- They arrived. That’s a month of in-vitro fertilization drugs.
It occurred to me once I decided to go public with my infertility struggles that people would have a lot of questions. I’ve found that when I open up in a quest for comfort, I instead do more educating than emoting. To remedy that and to avoid repeating myself, I present the most common questions I encounter and answers as they stand right now. That’s my disclaimer for if or when my answers change.
1) Why can’t you have kids?
I don’t actually know that I can’t. I just know that I haven’t. I have a diagnosis of diminished ovarian reserve, meaning I don’t have as many eggs as expected for my age. (I’m in my early to mid-thirties.) Therein lies the challenge and why we – the Mr. and I – are trying everything available to make it happen.
2) What’s that like?
Well, in short, it sucks. It’s annoying. It feels unfair. And I wish it wasn’t so. I get down about it sometimes, and maybe I wanna complain. It just doesn’t make me feel any better. So, I refocus. I write. I pray. I take my prenatal vitamins as an act of faith.
3) Did you pray about it?
Yes, for Christ’s sake, AND in His name with fasting. Intercessors welcome.
I get very tempted on Sundays to throw myself on the altar at church Hannah-style, but I’m pretty sure security would take me down and carry me out before I can say, “Amen.”
4) Are you having enough sex to get pregnant?
(People do ask.) Yep.
5) How long have you been trying?
I’d say not long enough for infertility street cred. Things have moved really quickly, but when I count back, the path to this point feels like a long road. I ditched the Nuvaring the last week of January 2010. I can’t believe it’s almost 2012.
6) What’s the effect on your marriage?
There’s been no negative effect. It was already the two of us against the world. Now, it’s the two of us against infertility. Beyond that, my husband amazes me every day just by being his funny, supportive and thoughtful self.
7) How many kids do you want?
For most of my life, I wanted five. Before we got married, we decided on three. There’s a song from my hometown that’s now my song: “Any way you bless me, Lord, I’ll be satisfied.”
8 ) Why not just adopt?
Oh, why not get a bike instead buying a car? It’s transportation, right? Sorry, that darn humanity. Um, adoption could be considered a “fix” for childlessness perhaps, but not infertility.
9) So you’ll be doing that artificial insemination stuff?
Kinda. Nobody calls it that anymore. For one, there’s not much artificial about it – sperm and eggs are still required. What used to be called “artificial insemination” is modernly known as intrauterine insemination, or IUI. Sperm cells, which usually “walk” to meet a single egg, instead get a bath before taking an express train via a thin catheter guided in most cases by a nurse. The actual procedure takes about a half hour, including time just laying there. I’ve done that three times. No dice. That’s why I’m at the in-vitro fertilization stage. The fur is similar, but it’s an entirely different animal. We’ll be experiencing it together.
10) What do they have to do?
Essentially, with drugs, they’ll suppress my reproductive system, jump-start it with more drugs to make my body produce multiple follicles, which house eggs. Doctors will then go get the eggs, pair them with sperm from the Mr. in a lab, offer them wine and hope they hit it off. Once matches are made in heaven, the doctor will let me hold one or two of them for safe keeping, and I’ll eventually look like I ate a watermelon seed. I’m oversimplifying to explain the procedure without the gory details that – again – I’ll experience when it all happens with you along for the ride.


• [Aim of the exercise] Pictures must not appear in the copy. Reproduce exactly, and only, the lines from the one with "zero in on *table*." through the end of the data below.

Stored data entries
----
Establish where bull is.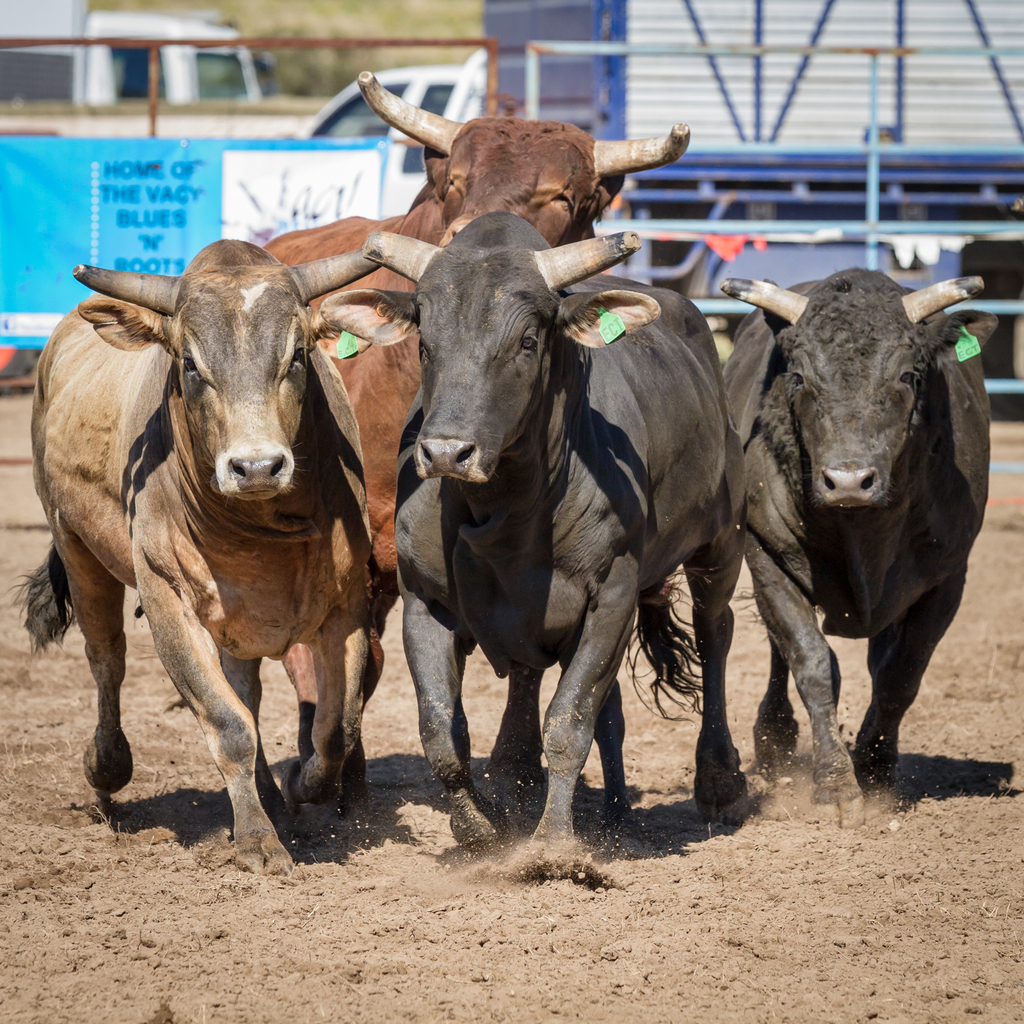
Established at crop(316, 211, 757, 872).
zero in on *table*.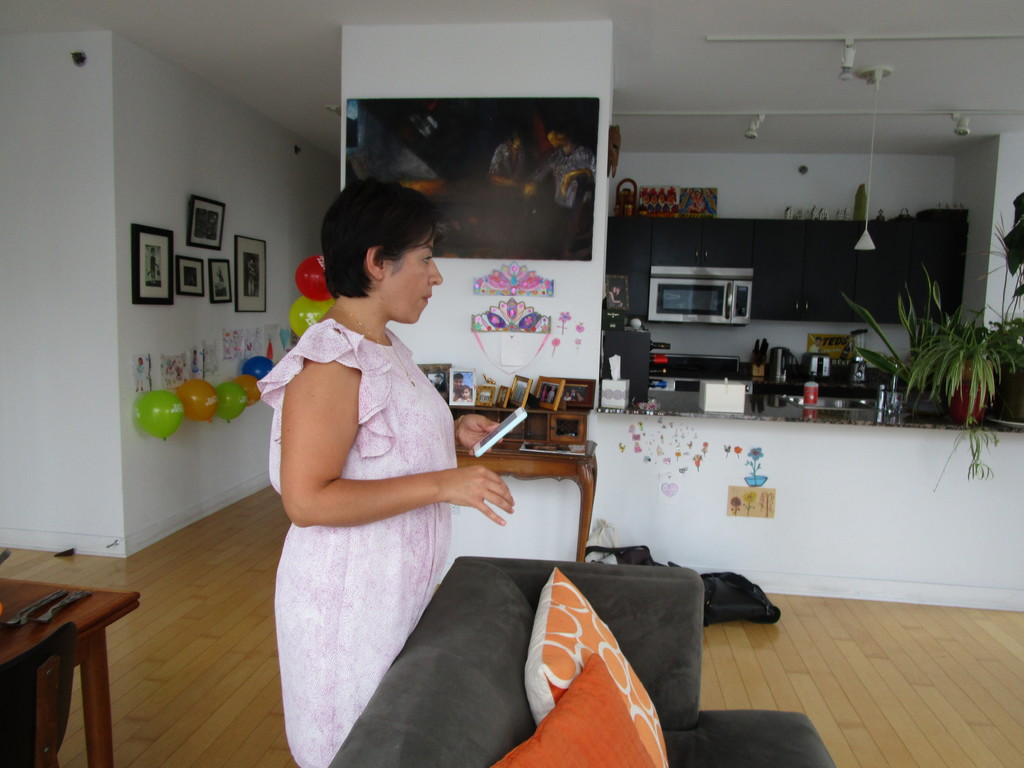
Zeroed in: box=[0, 543, 139, 767].
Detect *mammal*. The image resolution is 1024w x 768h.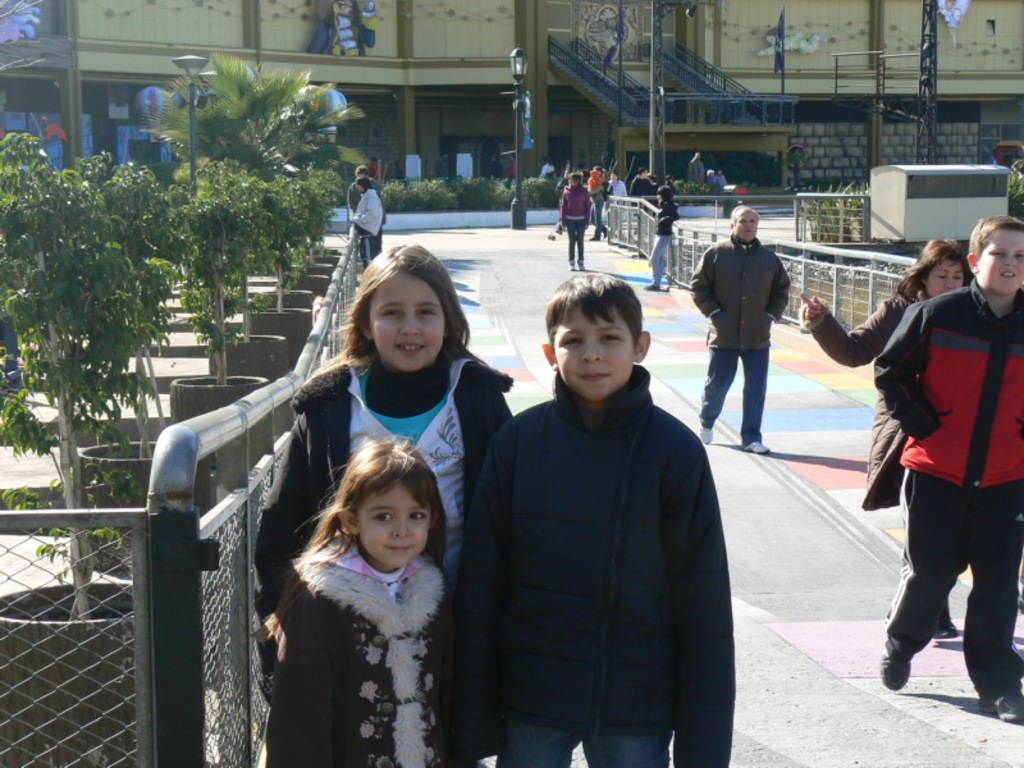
----
• [Result]
zero in on *table*.
Zeroed in: box=[0, 543, 139, 767].
Detect *mammal*. The image resolution is 1024w x 768h.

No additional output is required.